South Park’s residents are so outraged by PC Principal’s anti-Pajama Day actions that they retaliate by publicly wearing their pajamas in a show of support for the kids. As is often South Park’s specialty, this sweeping sleepwear movement takes place to the tune of an absurdly cheery ditty—here, a buoyant kids song whose lyrics ask “What time is it?” and then answer, “Pajama time!” What begins as a communal act of solidarity, however, quickly turns into a contentious craze, since some South Park citizens decide that they don’t want to wear their pajamas, and vehemently object to being ridiculed at work, or denied entry to IHOP, for their choice. Once the police become involved, arresting pro- and anti-pajama folks alike, South Park devolves into a familiar powder keg.

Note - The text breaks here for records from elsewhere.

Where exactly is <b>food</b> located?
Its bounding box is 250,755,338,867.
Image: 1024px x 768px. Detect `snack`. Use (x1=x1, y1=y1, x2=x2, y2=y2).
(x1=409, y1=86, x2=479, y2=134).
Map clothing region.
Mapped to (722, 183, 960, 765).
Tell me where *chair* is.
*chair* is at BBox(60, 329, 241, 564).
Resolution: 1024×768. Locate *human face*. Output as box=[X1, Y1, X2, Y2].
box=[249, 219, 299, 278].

Parker and Stone aren’t subtle about their pajamas-as-masks metaphor, but then, who tunes into South Park for subtlety? Frustratingly, though, “Pajama Day” lacks a clear point of view—a shortcoming that often mars these ripped-from-the-headlines (and rushed-through-production) installments. Since everyone is eventually decried by their enemies as Nazis, the material’s true satirical target is revealed to be our overheated rhetoric-of-demonization. Yet without more focus, such skewering feels unnecessarily scattershot, as if the show doesn’t want to come down on either side of the persistent public safety-vs.-personal freedom mask divide. In place of boldly taking a stand, the episode goes vague and, consequently, comes off as soft.

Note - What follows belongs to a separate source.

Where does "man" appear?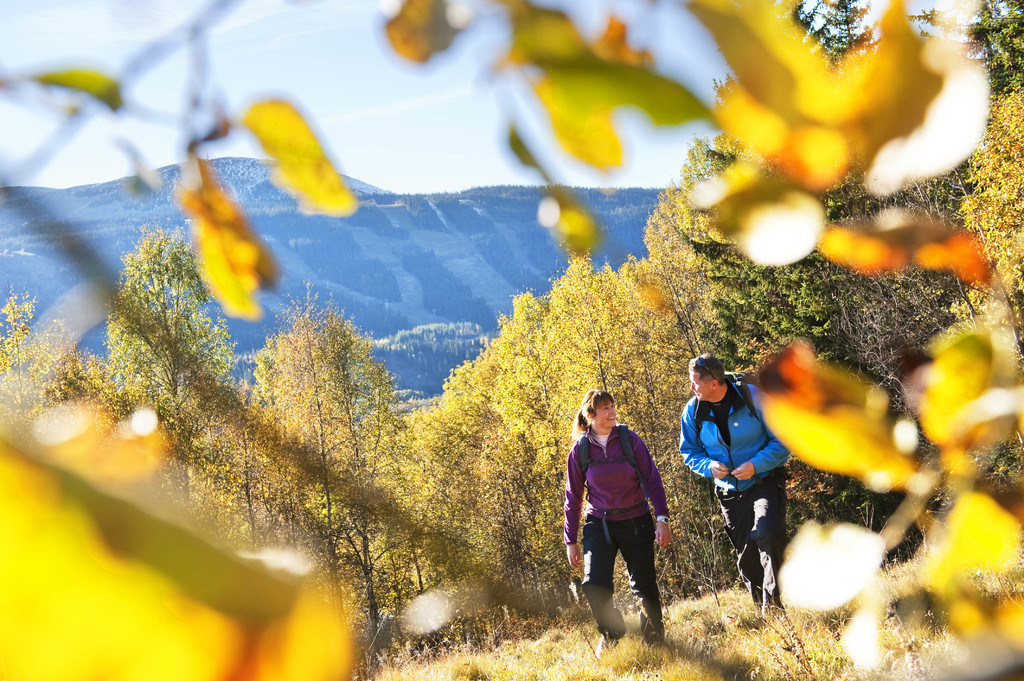
Appears at 685/367/803/600.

Frustratingly, though, “Pajama Day” lacks a clear point of view—a shortcoming that often mars these ripped-from-the-headlines (and rushed-through-production) installments.

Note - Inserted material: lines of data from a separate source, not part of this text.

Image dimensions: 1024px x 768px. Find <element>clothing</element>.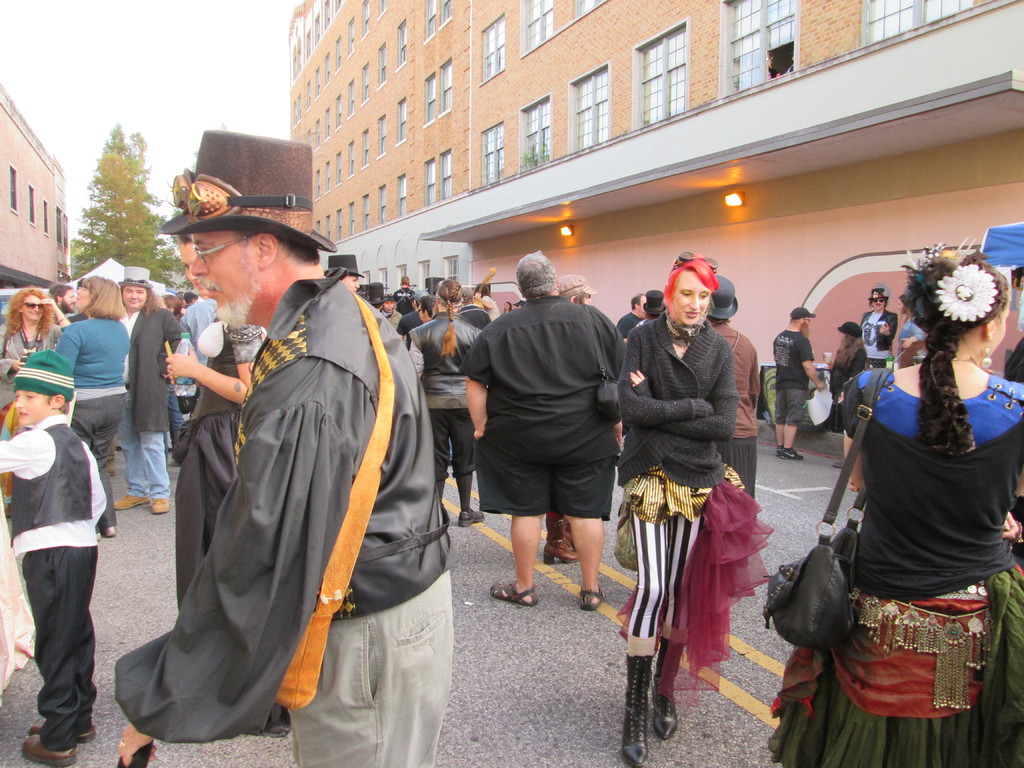
54:313:126:530.
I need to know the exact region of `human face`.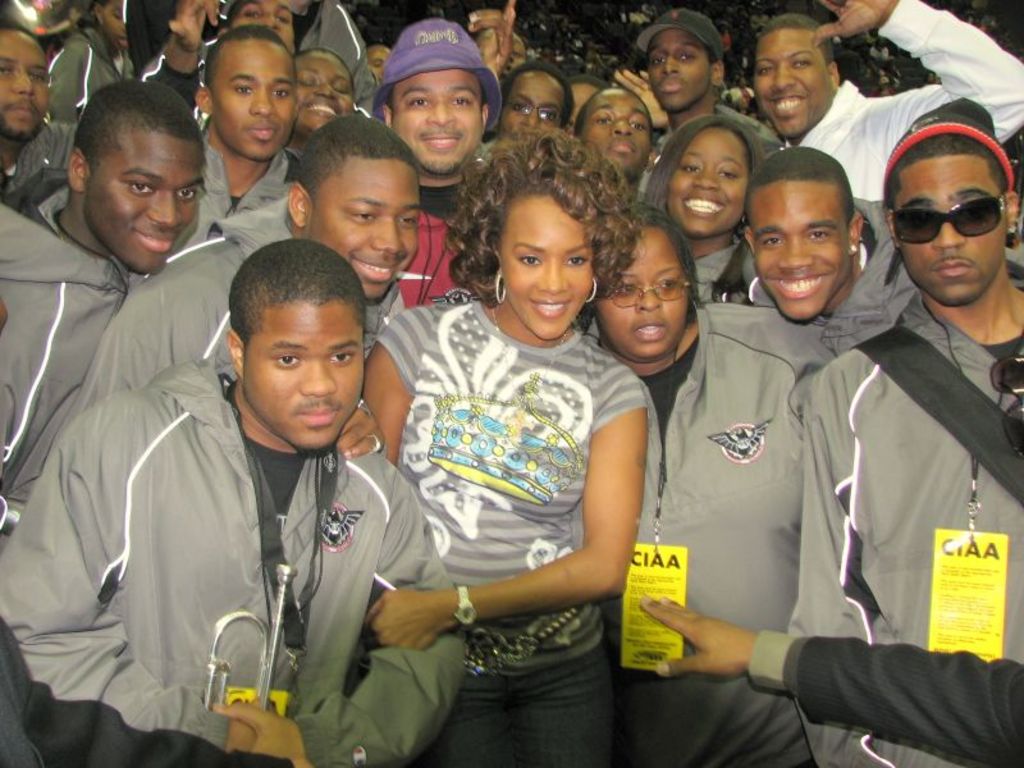
Region: pyautogui.locateOnScreen(300, 49, 356, 140).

Still, there’s humor to be found in “Pajama Day,” much of it coming from the mockery of one of Parker and Stone’s favorite targets. Rallying his fellow students to fight back against this anti-Pajama Day injustice, Cartman tells the kids to remember what Matt Damon says in his recent bitcoin commercial: “Fortune favors the bold!” Of course, even Cartman admits that those courageous enough to listen to the actor have lost all their money—a jab that’s repeated at multiple points throughout this premiere, as when Cartman reminds everyone to be brave, “but not too brave or else Matt Damon will come and take all our money.” In response, a comrade asks, “Can we lay off the Matt Damon jokes please, they’re just getting old.” But of course, they’re not—nor do Parker and Stone truly believe they are, given that they’ve been poking fun at the Oscar winner since 2004’s Team America: World Police.

While Matt Damon receives no reprieve by the conclusion of “Pajama Day,” the rest of South Park is saved when PC Principal, during a conversation with Wendy, hits upon an inspired remedy for the crisis he’s created: to cancel Pajama Day and, instead, make it Opposite Day! This isn’t quite the tack suggested by Wendy, whose wise advice—“Saying you’re wrong is sometimes the strongest thing you can do”—goes totally unheeded. Nonetheless, it allows everyone to at least temporarily temper their anger, thus proving the sort of neat-and-tidy solution that, alas, doesn’t seem very applicable for our current fractured-society circumstances.